What many fans of the series have trouble reconciling is the manga’s ending. It’s absolutely controversial, with director Kanta saying, “I think it’s great that Daikichi and Rin are able to live happily together. But I still have some mixed feelings about it…” Kanta is very happy to end with Rin and Daikichi clearly on a path to greater understanding and a deeper relationship. We’re primed to think Daikichi and Nitani-san will JUST KISS ALREADY, that Kouki grows up to be a fine young delinquent, and that family is what you make it. This is where an absurdly high number of viewers who go on to read the manga would one thousand per cent agree, wrap a bow on it, ship it, and don’t take one more step.
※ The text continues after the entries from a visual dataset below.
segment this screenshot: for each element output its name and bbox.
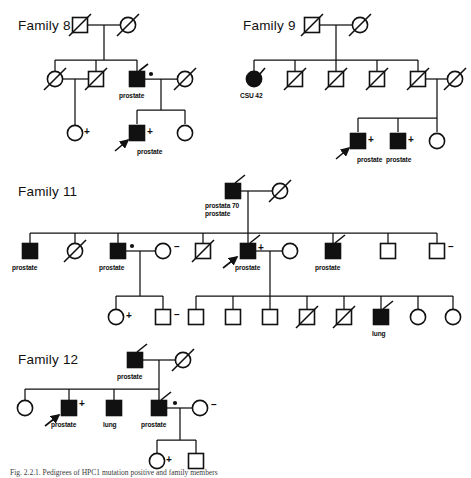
pedigree-figure: Family 8 Family 9 Family 11 Family 12 pr… bbox=[0, 0, 471, 478]
f11-g1-label-prostate: prostate bbox=[205, 210, 230, 217]
f8-g2-male-deceased bbox=[85, 68, 107, 90]
f12-g3-female-plus: + bbox=[166, 455, 172, 465]
figure-caption: Fig. 2.2.1. Pedigrees of HPC1 mutation p… bbox=[10, 468, 465, 477]
f11-g3-male-minus: – bbox=[174, 310, 180, 320]
f11-g3-female-2 bbox=[445, 309, 460, 324]
f9-g2-female-affected-deceased bbox=[246, 68, 265, 87]
f11-g2-male-minus: – bbox=[448, 242, 454, 252]
f11-g3-male-affected-lung bbox=[374, 301, 394, 325]
f8-g1-male-deceased bbox=[69, 14, 91, 36]
f8-g2-male-affected-deceased-carrier bbox=[130, 64, 154, 87]
f12-g2-male-affected-carrier bbox=[152, 392, 178, 416]
f11-g3-label-lung: lung bbox=[372, 330, 386, 337]
f12-g1-label-prostate: prostate bbox=[117, 373, 142, 380]
f9-g3-label-prostate-1: prostate bbox=[357, 156, 382, 163]
family-9-symbols bbox=[246, 14, 466, 159]
f11-g2-spouse-minus: – bbox=[174, 242, 180, 252]
family-9-title: Family 9 bbox=[243, 18, 296, 33]
f11-g2-label-prostate-3: prostate bbox=[315, 264, 340, 271]
f11-g1-male-affected-deceased bbox=[226, 175, 246, 199]
f11-g3-male-noncarrier bbox=[156, 310, 171, 325]
f9-g3-male-affected bbox=[391, 134, 406, 149]
pedigree-canvas bbox=[0, 0, 471, 478]
family-11-symbols bbox=[23, 175, 461, 328]
family-8-symbols bbox=[44, 14, 196, 151]
f11-g2-male-unaffected-1 bbox=[381, 244, 396, 259]
f9-g3-label-prostate-2: prostate bbox=[386, 156, 411, 163]
f12-g2-proband-plus: + bbox=[79, 399, 85, 409]
f12-g3-female-carrier bbox=[149, 453, 164, 468]
f8-g2-female-deceased bbox=[44, 68, 66, 90]
f11-g2-label-prostate-1: prostate bbox=[12, 264, 37, 271]
f9-g3-male2-plus: + bbox=[408, 135, 414, 145]
f11-g3-male-3 bbox=[263, 310, 278, 325]
f8-g2-female-deceased-spouse bbox=[174, 68, 196, 90]
f11-g3-male-1 bbox=[189, 310, 204, 325]
f11-g3-male-deceased-2 bbox=[333, 306, 355, 328]
f9-g2-female-deceased-spouse bbox=[444, 68, 466, 90]
f12-g2-label-prostate: prostate bbox=[141, 421, 166, 428]
f11-g2-label-prostate-2: prostate bbox=[99, 264, 124, 271]
f11-g3-male-deceased-1 bbox=[296, 306, 318, 328]
f8-g3-label-prostate: prostate bbox=[137, 148, 162, 155]
f8-g2-label-prostate: prostate bbox=[119, 92, 144, 99]
f11-g2-male-affected-1 bbox=[23, 244, 38, 259]
f12-g2-male-affected-lung bbox=[107, 401, 122, 416]
f9-g2-label-csu42: CSU 42 bbox=[240, 92, 263, 99]
family-12-title: Family 12 bbox=[18, 352, 78, 367]
f9-g2-male-deceased-4 bbox=[407, 68, 429, 90]
f9-g2-male-deceased-1 bbox=[284, 68, 306, 90]
f11-g3-male-2 bbox=[226, 310, 241, 325]
f11-g1-female-deceased bbox=[269, 180, 291, 202]
f12-g2-female bbox=[17, 400, 32, 415]
f11-g3-female-carrier bbox=[108, 309, 123, 324]
f11-g2-female-spouse-noncarrier bbox=[155, 243, 170, 258]
f9-g3-male1-plus: + bbox=[368, 135, 374, 145]
f9-g2-male-deceased-2 bbox=[325, 68, 347, 90]
f8-g3-female bbox=[67, 125, 82, 140]
f12-g3-male bbox=[189, 454, 204, 469]
f8-g3-female-unaffected bbox=[177, 125, 192, 140]
family-8-title: Family 8 bbox=[18, 18, 71, 33]
f11-g2-male-deceased bbox=[192, 240, 214, 262]
f11-g2-female-spouse bbox=[282, 243, 297, 258]
f12-g1-male-affected-deceased bbox=[128, 344, 148, 368]
f11-g2-male-affected-2 bbox=[326, 235, 346, 259]
f12-g2-spouse-minus: – bbox=[211, 400, 217, 410]
f11-g3-female-plus: + bbox=[126, 311, 132, 321]
f8-g3-female-plus: + bbox=[84, 127, 90, 137]
f12-g1-female-deceased bbox=[172, 349, 194, 371]
f12-g2-label-prostate-proband: prostate bbox=[51, 421, 76, 428]
f8-g3-male-plus: + bbox=[147, 127, 153, 137]
f12-g2-label-lung: lung bbox=[103, 421, 117, 428]
f9-g1-female-deceased bbox=[349, 14, 371, 36]
f8-g1-female-deceased bbox=[117, 14, 139, 36]
f11-g2-proband-plus: + bbox=[258, 243, 264, 253]
family-11-title: Family 11 bbox=[18, 184, 77, 199]
f11-g2-male-unaffected-2 bbox=[430, 244, 445, 259]
f11-g2-female-deceased bbox=[64, 240, 86, 262]
f11-g2-label-prostate-proband: prostate bbox=[235, 264, 260, 271]
f9-g2-male-deceased-3 bbox=[366, 68, 388, 90]
f9-g3-female bbox=[429, 133, 444, 148]
f12-g2-female-spouse-noncarrier bbox=[192, 400, 207, 415]
f9-g1-male-deceased bbox=[301, 14, 323, 36]
f11-g1-label-prostata70: prostata 70 bbox=[205, 202, 239, 209]
f11-g3-female-1 bbox=[410, 309, 425, 324]
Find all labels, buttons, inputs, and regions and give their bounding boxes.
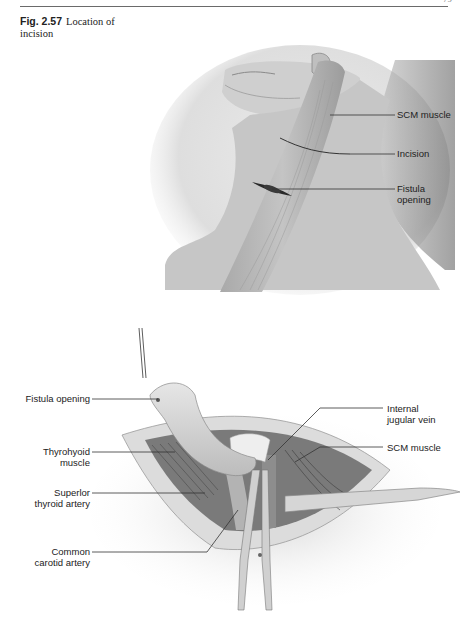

But, no. Unita-sensei has a very different ending in mind. I’m not exactly fond if it myself, it left me feeling confused and upset for about a week. Usagi Drop goes full shoujo in its second half. Rin is in high school, we have a love triangle, running away at random, and there’s even a wedding between our protagonists…except that it’s not Rin and Kouki, or Daikichi and Nitani-san. Oh no. Our dear Rin slowly realizes, she’s in love with Daikichi, they conveniently aren’t related by blood, and she absolutely wants to get married. Daikichi has no idea how to deal with this, distances himself, and then agrees. They get married. There’s no wedding bells or dresses or big scene, there’s just a slow, final twenty pages as your brain tries to catch up with what’s happened. It really did throw me, but it’s the ending that Unita-sensei wanted. It’s the story she wanted to write.
It’s a confusing and upsetting ending, but it’s also really thought-provoking. It’s one of the reasons I wanted to dig into both stories, as that’s what they are. Separate stories, parallel worlds. Like it or not, Unita-sensei’s Usagi Drop challenges your perspectives, and I’d argue her sense of perspective extends from her art and straight into story. It’s easy to watch the anime, have a lot of fun, and leave with all the warm fuzzies of an iyashikei or slice-of-life series. I’m glad I bought the manga, and it’s probably worth reading again in the future. I’d really like to read another Unita-sensei story, Yoningurashi (The Four of Us) which is another, very different family-themed work. It hasn’t been localized (yet?) and my Japanese is hardly good enough to make it through Yotsuba&! so I’m kind of just waiting for now. I thoroughly enjoyed going back through some volumes of the manga and several episodes of the anime. It reaffirmed my premise that the anime is a superior product, but tells a very different story than the manga. Mostly, it was just a lot of fun. I’ve recovered from the manga ending enough to the point where I felt like I could write about it more objectively.
It’s easy to finish one of the stories and then immediately swap to the other, but there’s enough of a context switch required that my recommendation would be to understand what each story is and is trying to be. Both execute on their premise so well that I’d understand disappointment if just rushing between them. Truly, this is an incredible adaptation, and that’s such a rare find that simply choosing the anime is a guaranteed win - just don’t completely write off the manga when you find out it’s different than your expectations.